I normally don’t take or recommend any supplements. But when I was at the American College of Sports Medicine (ACSM) annual meeting, a bunch of presentations on beta-alanine made it seem relevant to middle-aged athletes – particularly women – looking for a performance boost.
Also this month, the International Society of Sports Nutrition issued a position paper, saying there is strong evidence that beta-alanine supplements work, and that the risk is modest.
Beta-alanine is an amino acid that occurs naturally in meat. When eaten, it combines with histidine to produce carnosine. Carnosine in turn reduces the acid that builds up in your muscles when you exercise. With less acid, you don’t get tired as fast.
A lot of studies have shown that beta-alanine supplements can increase performance in high-intensity exercises, especially bouts that last a few minutes.
Beta-Alanine For Female Master Athletes
At ACSM, I met Jordan M. Glenn, an exercise physiologist at the University of Arkansas, who studied the benefits of beta-alanine for female master athletes.
Women have less than a third as much baseline carnosine in their muscles, he said. And women get benefits from lower doses of beta alanine then men, he said.
In addition, increasing carnosine levels is more effective in people who are already in good shape, he added. On top of that, carnosine levels decrease with age.
“It creates a perfect storm where female master athletes may be able to see more of an effect,” he said.
To test that hypothesis, Glenn and his colleagues randomly divided 22 female master cyclists into two groups. One group took 800 milligrams of beta-alanine and the other half took a fake supplement four times a day for 28 days.
On average, the women were about 54 years old and had been cycling more than 70 miles a week for about five years.
The researchers put the women on exercise bicycles and measured how long it took them to feel exhausted going at peak oxygen consumption (VO2peak).
Twenty-four hours later, the researchers measured their time to exhaustion cycling at 120% of the previous day’s VO2peak. (For a short period, the human body can use an energy production mechanism that doesn’t require oxygen, and that’s where beta-alanine may be particularly helpful.)
The researchers also calculated total work completed by multiplying the time to exhaustion by the amount of power the female master athletes generated on the bikes.
There was no difference between the two groups at the beginning. But gradually the group taking the real beta-alanine showed much greater improvement. They increased the amount of time to exhaustion by 23 percent. The other group increased by only 1 percent.
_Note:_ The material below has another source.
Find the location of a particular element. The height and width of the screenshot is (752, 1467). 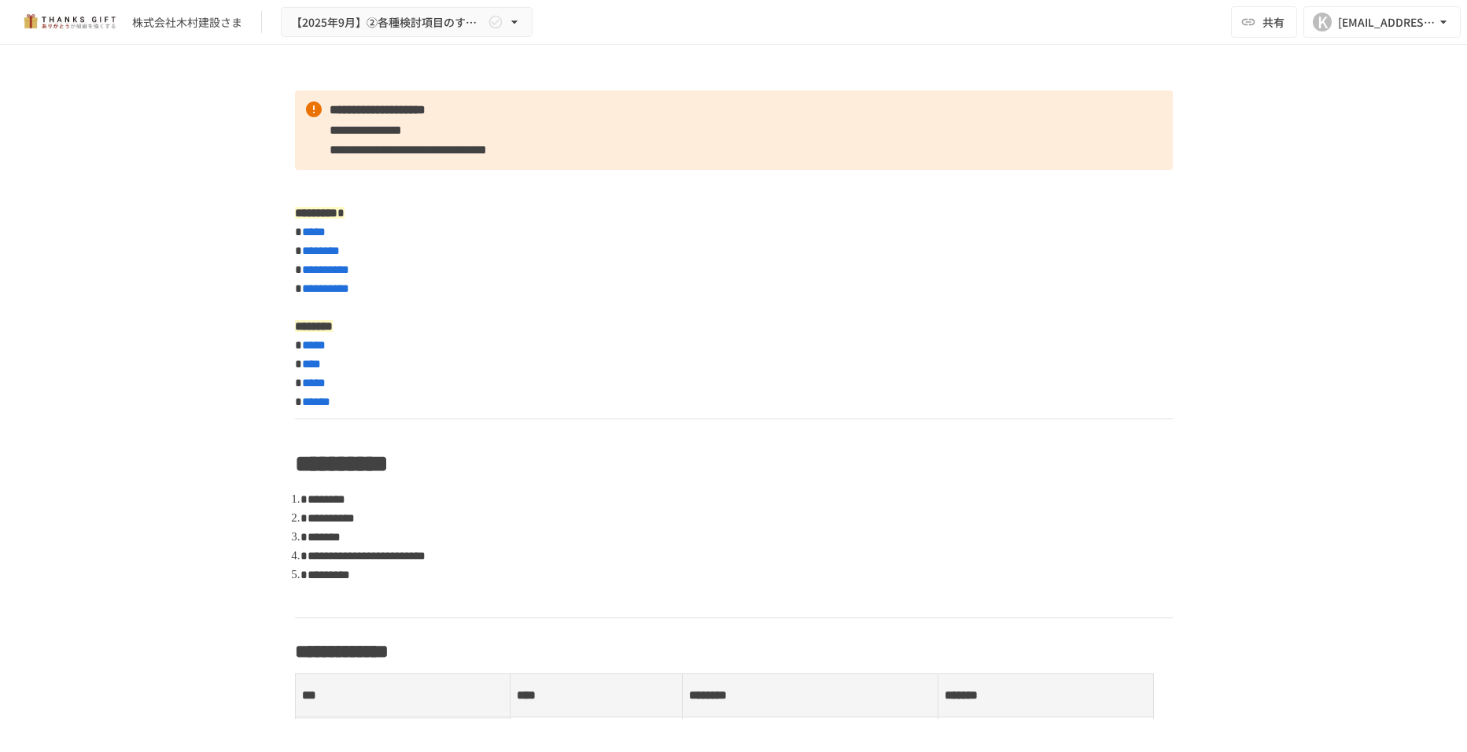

And the beta-alanine group increased the amount of work completed by 21 percent, while the other group increased by only 2 percent. Interestingly, there was no improvement in the women’s grip strength.
The Bottom Line
Still these are impressive gains. So should everyone start taking beta-alanine? Probably not. If you’re not fit already, you can improve pretty fast just by training a bit harder every week.
And some experts are not even ready to recommend beta-alanine for female master athletes athletes. It’s not so clear what dose should be used, Catherine G.R. Jackson, an exercise physiologist at Fresno State University, California, told me. “One of the side effects of higher doses is paresthesia, for which there is no good explanation.”
Paresthesia is a prickling sensation like the one you get sometimes when your arm or leg has gone to sleep.
Glenn said the researchers had deliberately spread out the beta-alanine into small doses taken four times per day to avoid causing paresthesia. Beta-alanine is also available in extended release formulas which might help avoid this side effect.
Even so, I’m not much of a pill popper. So I wondered about getting beta-alanine the natural way. I’d have to eat a lot of meat to get the dose taken by the women in this study, according to one review of the research on beta-alanine. For example, I’d need about 1.75 pounds (800 grams) of chicken breast meat per day.
Since I’m male, I might need even more than that – some of the studies have used doses almost twice that high.
The bottom line? If you’re a female master athlete looking for an edge over your competitors — or even a young guy — beta-alanine supplements might provide it.
For someone like me, who cares more about staying fit and having fun than winning races, beta-alanine is probably not worth the bother and potential risk.
For more technical details on this study, read this article in Medscape.
Featured photo: “Menlo Park Women’s Criterium” by Richard Masoner.